The SC-008 “no UI imports in core” test walks every .ts file under
src/storyboard/ and asserts zero static or dynamic imports of react,
react-dom, react-leaflet, leaflet, or vscode. 13 module files
audited, zero violations.
By the Numbers
| Storyboard module tests | 81 |
| Python tests (full monorepo) | 1771 |
| TypeScript tests (full monorepo) | 1681 |
| New schema adherence tests | 15 (4 round-trip + 7 schema-compare + 4 negative) |
| Golden fixtures | 9 (3 FeatureCollection valid + 2 single-Feature valid + 4 invalid) |
updateScene p95 @ 100k positions |
~5.4 ms (target met) |
createScene / copySceneToOtherStoryboard p95 @ 100k |
~15–20 ms (marginal) |
Lessons Learned
The perf target was the one that taught me the most. Initial bench runs at
100k positions were landing in the 40–60 ms range, well over the 10 ms p95
target. The culprits were immer’s autoFreeze and strict-shallow-copy
paths, both of which walk every Feature in the array on every mutation.
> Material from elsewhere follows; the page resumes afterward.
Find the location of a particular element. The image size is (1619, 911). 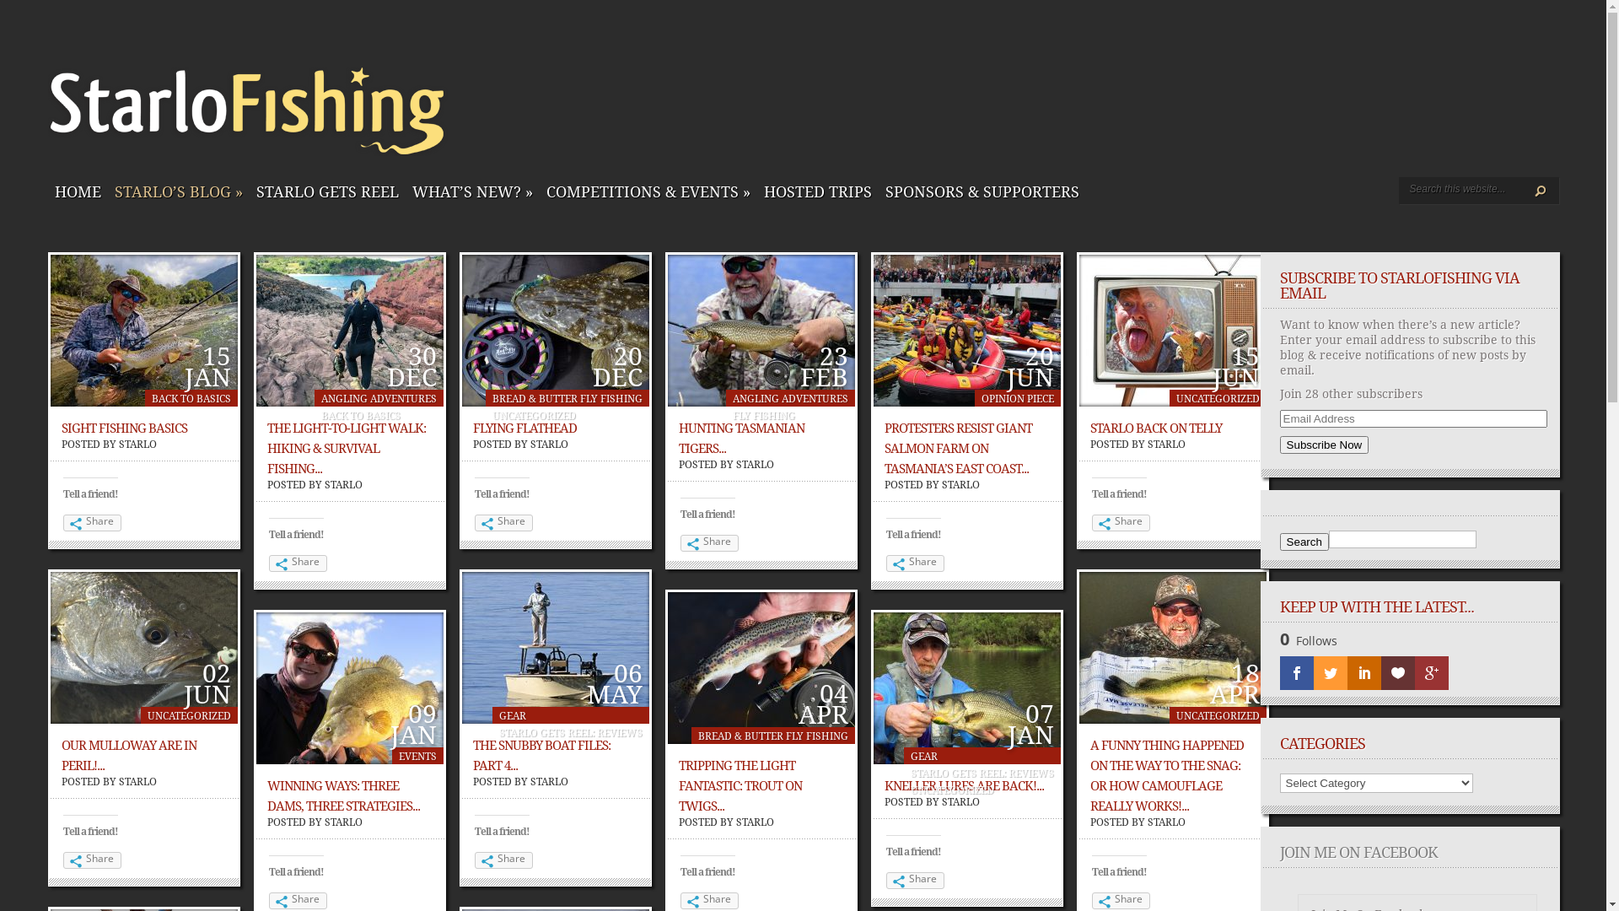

Turning both off with setAutoFreeze(false) and
setUseStrictShallowCopy(false) was worth roughly 4× on the 100k bench.
Bypassing immer entirely for the additive hot paths — [...features, new]
instead of a produce recipe — got us the rest of the way. immer still
runs the compound ops (cascading deletes, viewport-change geometry
recompute) where its abort-on-throw atomic semantics earn their overhead.
Honest disclosure on the perf target, though: updateScene meets p95 < 10 ms
at 100k positions comfortably (~5.4 ms). createScene and
copySceneToOtherStoryboard land marginally over at ~15–20 ms p95, with
mean latency right on the 10 ms boundary. The remaining cost is dominated
by O(n) findIndex over plot.features. A Storyboard-id → index Map would
flatten it, but that’s stateful bookkeeping that invalidates on every
mutation — rejected for v1 in favour of simplicity. The bench stays in the
suite, and #217 playback can build an indexed view on top if it needs one.
What’s Next
Three sibling specs are now unblocked. #216 slots the capture shortcut into
the CRUD surface as a single createScene call with a thumbnail_asset_ref
sourced from #174. #217 consumes listScenesOrdered and
detectMissingDataForScene for the panel, playback transport, and
missing-data hard-block. #218 wires the edit suite — rename, describe,
delete-with-undo, duplicate, copy-to-other-storyboard — straight onto the
existing CRUD ops. None of the three needs to re-implement an invariant.